The FO 228 file series from The National Archives in London, whose content from 1830 to 1895 features in the first section of AM’s Foreign Office, Consulate and Legation Files, China, is a remarkable repository of information on myriad aspects of Chinese life in the nineteenth and twentieth centuries. 

These files consist of correspondence between the various British diplomatic outposts in China and the Foreign Office in London, and are organised largely by the sender or recipient rather than by subject. They therefore flit between a kaleidoscope of subjects – as befits material which covers a period of war, rebellion, revolutions in international trade, technological upheaval and social change – and provide fascinating glimpses into the world in which the writers lived and worked. 

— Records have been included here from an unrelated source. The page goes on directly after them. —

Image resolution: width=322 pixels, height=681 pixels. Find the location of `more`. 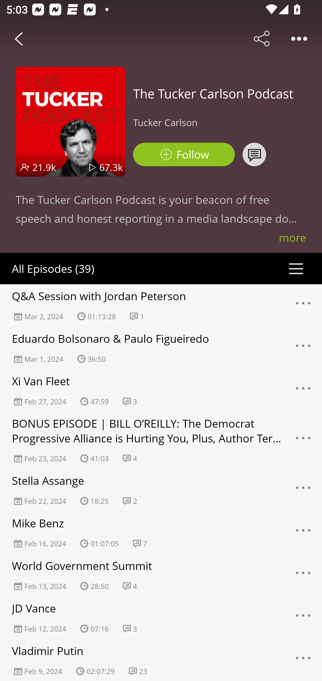

more is located at coordinates (293, 237).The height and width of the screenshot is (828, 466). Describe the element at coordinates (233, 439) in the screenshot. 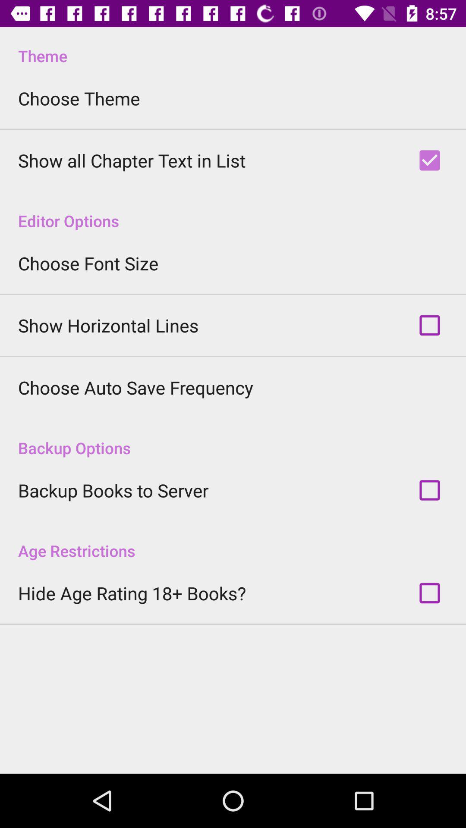

I see `click backup options` at that location.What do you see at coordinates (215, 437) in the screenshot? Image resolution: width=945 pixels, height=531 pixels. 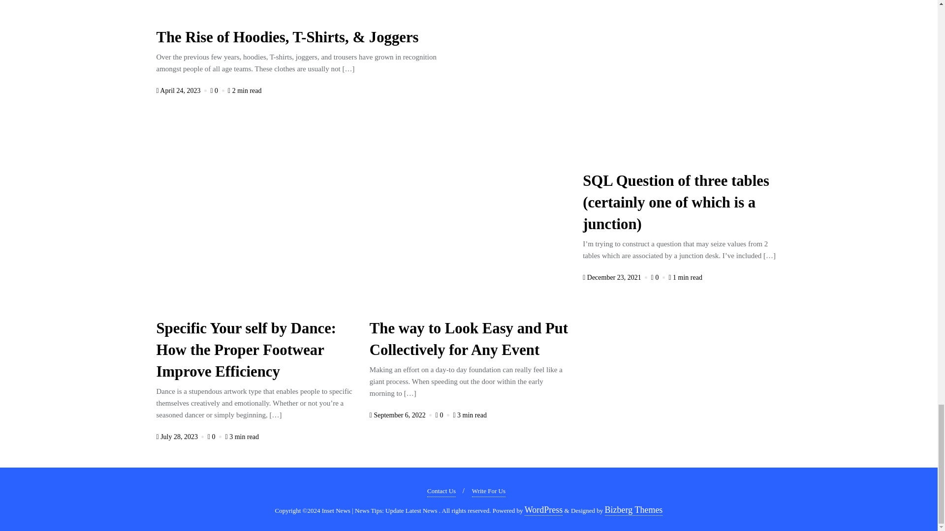 I see `0` at bounding box center [215, 437].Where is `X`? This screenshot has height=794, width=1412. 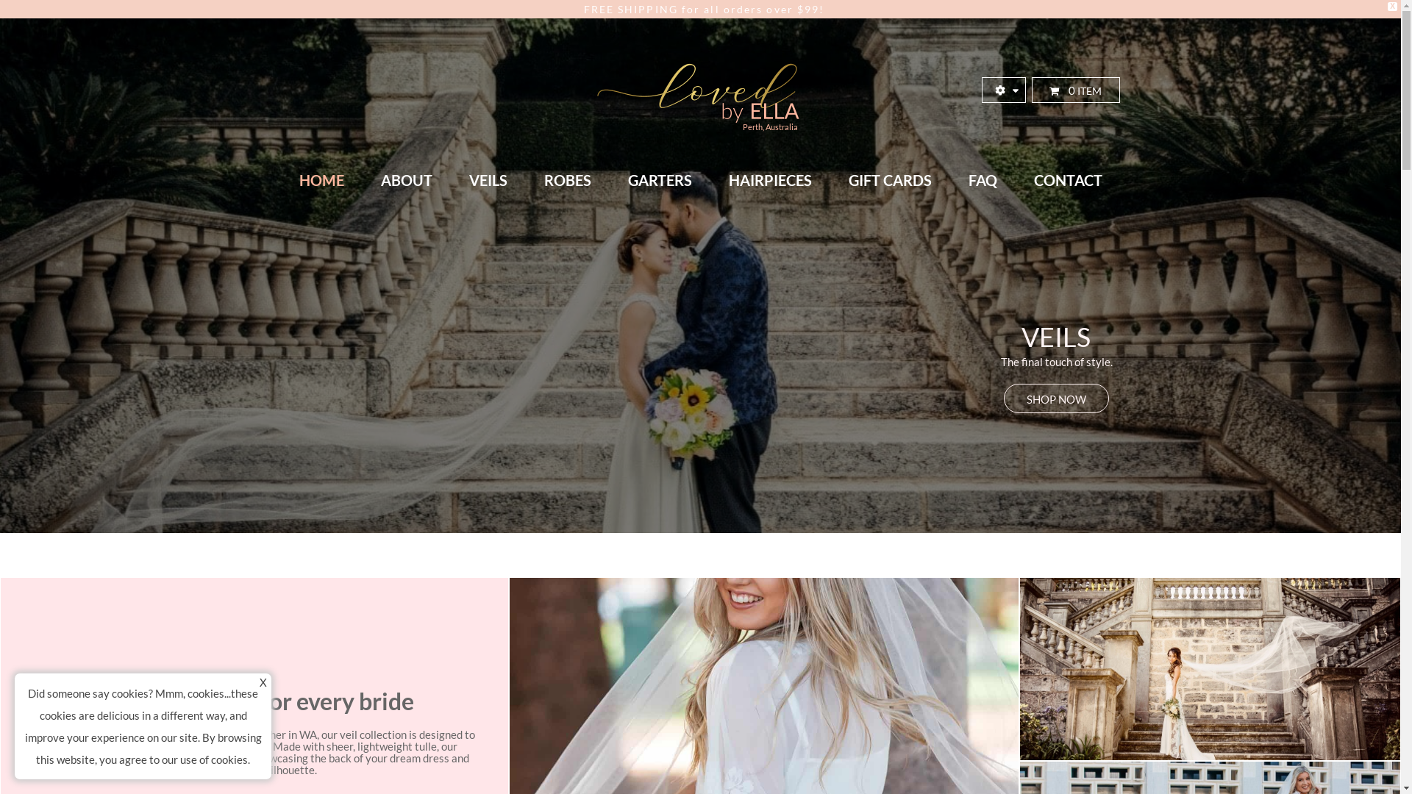
X is located at coordinates (263, 683).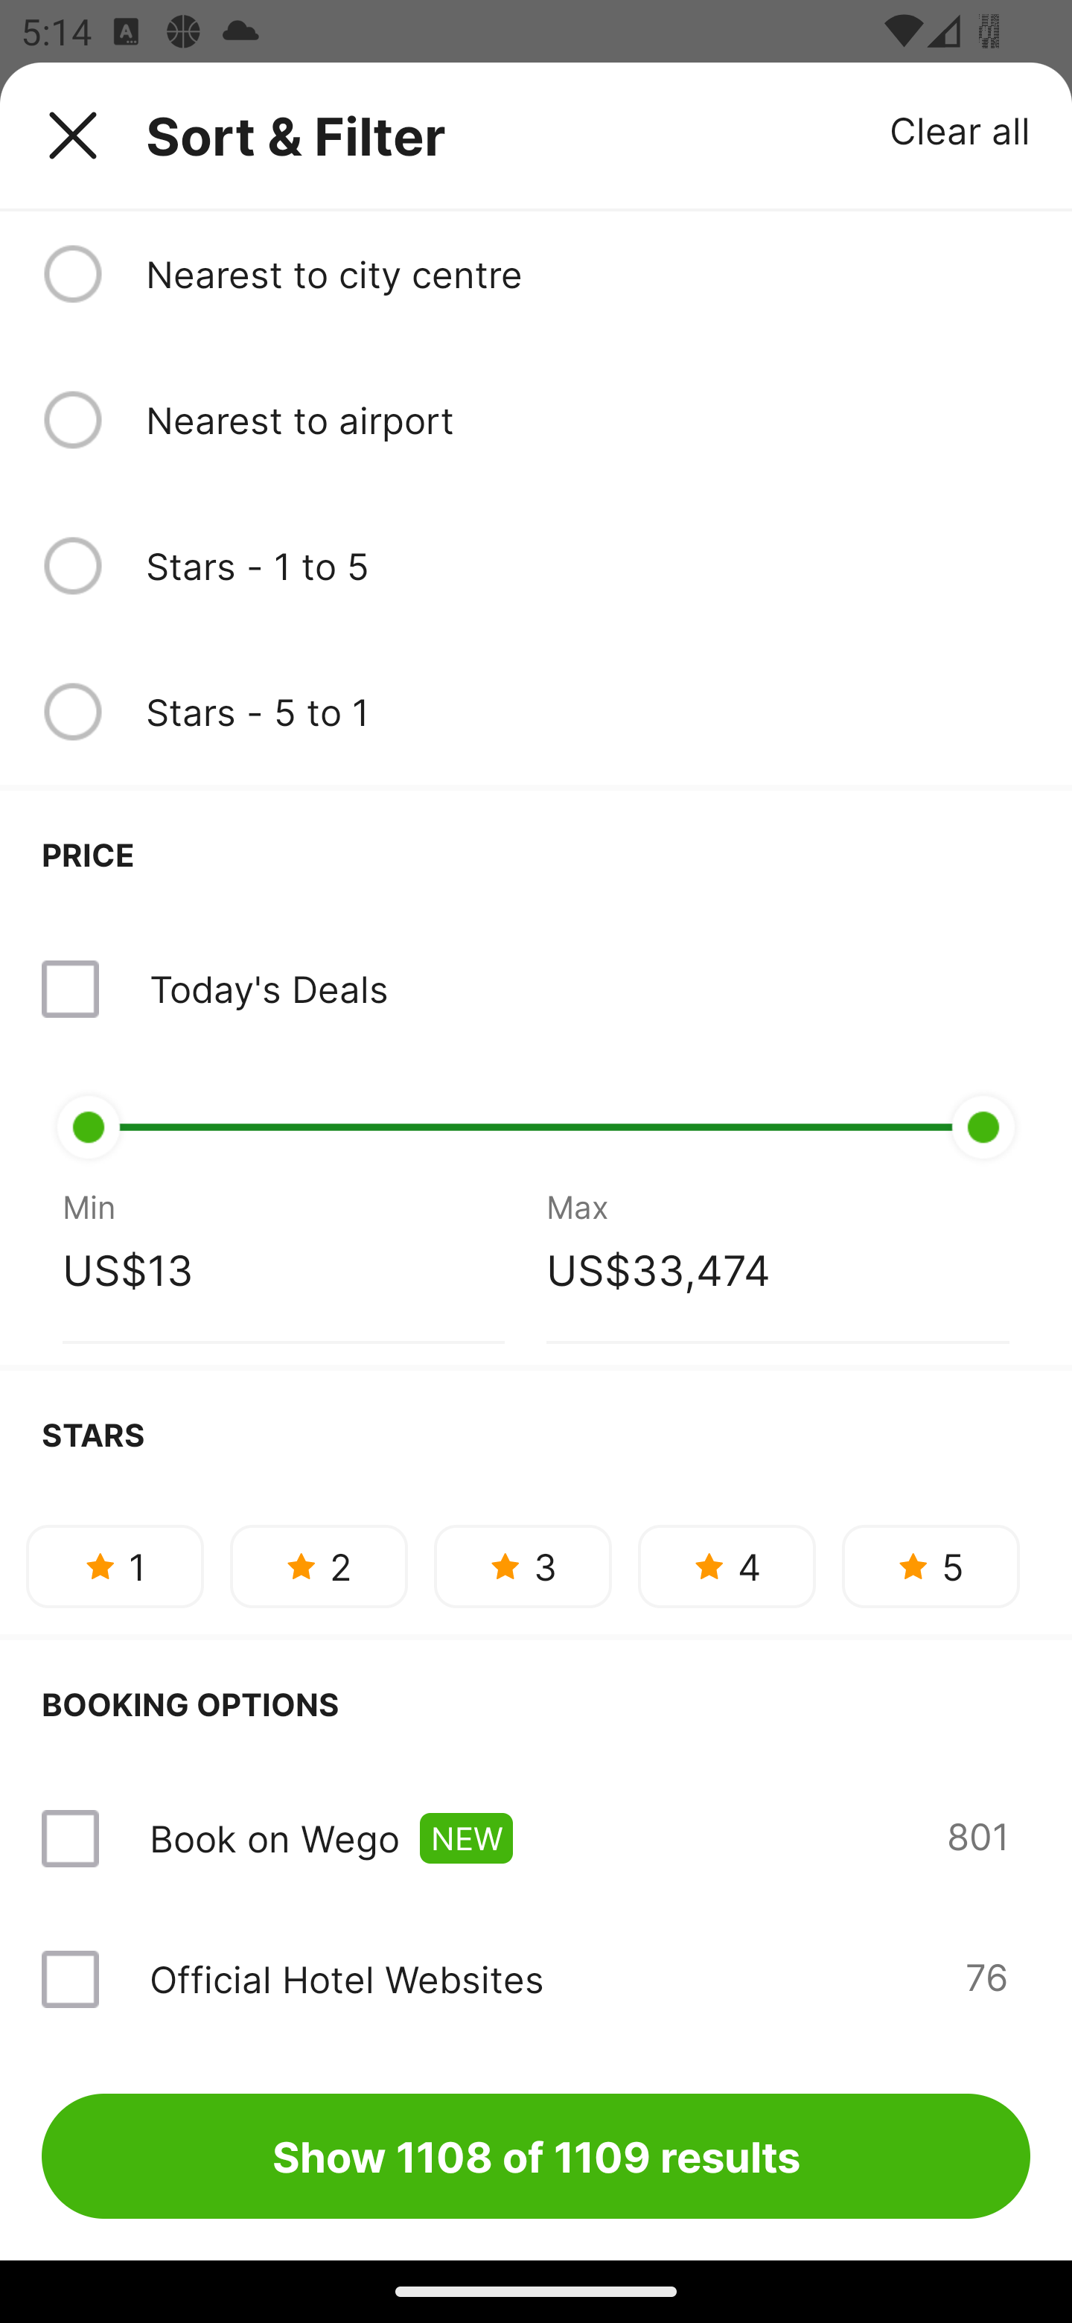 The width and height of the screenshot is (1072, 2323). Describe the element at coordinates (587, 565) in the screenshot. I see `Stars - 1 to 5` at that location.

One such file is 1853’s innocuously titled To Foreign Office (Sir S. G. Bonham). Among handwritten letters interspersed with printed shipping returns, and after a list of the stationery required by the consulate in Amoy (modern Xiamen) for the following year, we find a newly published article written by a diplomat for the Royal Asiatic Society, a body founded in London in 1823 to further the study in Britain of topics related to Asia. This piece discusses Chinese kinship norms and the ways in which the concept of kin in Chinese culture differed from that prevalent in the West. It is accompanied by six printed tables-cum-maps illustrating the varying degrees of ritual mourning then customarily observed in China, which were dependent both on one’s relationship to the deceased and on sex and marital status. 

Pages from the Royal Asiatic Society article ‘Marriage, Affinity, and Inheritance in China’ by W. H. Medhurst, Jr. Images are reproduced by courtesy of The National Archives, London, England. www.nationalarchives.gov.uk

For example, for his father or mother a man would wear mourning dress of the first degree for three years, but for his grandparents, great-grandparents and so on only of the second degree. The time mourning dress was worn also decreased the further back the generation. A man’s mourning for his sister would be less in degree if she was married than if not; for his brother, there was no such distinction, and male blood relations’ wives were mourned in the same fashion as the relation himself. The relative social positions of the sexes are also illustrated by the fact that the table laying out how a married woman should mourn her husband’s kinfolk is much more extensive than the table for her own.

The table ‘Mourning worn by a Man for his Kinsmen and Kinswomen’. Images are reproduced by courtesy of The National Archives, London, England. www.nationalarchives.gov.uk

The article explains that the basis of these differences is that a married woman becomes, on marriage, more a part of her husband’s family than of her own blood family, the observance of mourning for whom is thereby lessened. The tone of the piece is briskly inquisitive, but not orientalising. Since this concept was by no means unknown in the Western world of the time – for example, in Britain until 1870 the legal personhood of a married woman was subsumed into that of her husband – the writer could explore the differing details of these arrangements in Chinese culture, but the fact of them would be unremarkable to, and, one hazards, not necessarily disapproved of by, his (male) assumed readership.

The table ‘Mourning worn by a married Female for her own Kinsfolk’. Images are reproduced by courtesy of The National Archives, London, England. www.nationalarchives.gov.uk

For more information about Foreign Office, Consulate and Legation Files, China: 1830-1939 section I, Wars and Treaties, 1830-1895, including free trial access and price enquiries, please email us at info@amdigital.co.uk.

The document discussed in the article is FO 228/151, To Foreign Office (Sir S. G. Bonham), 1853 (Folder 2), which is available open-access for 30 days.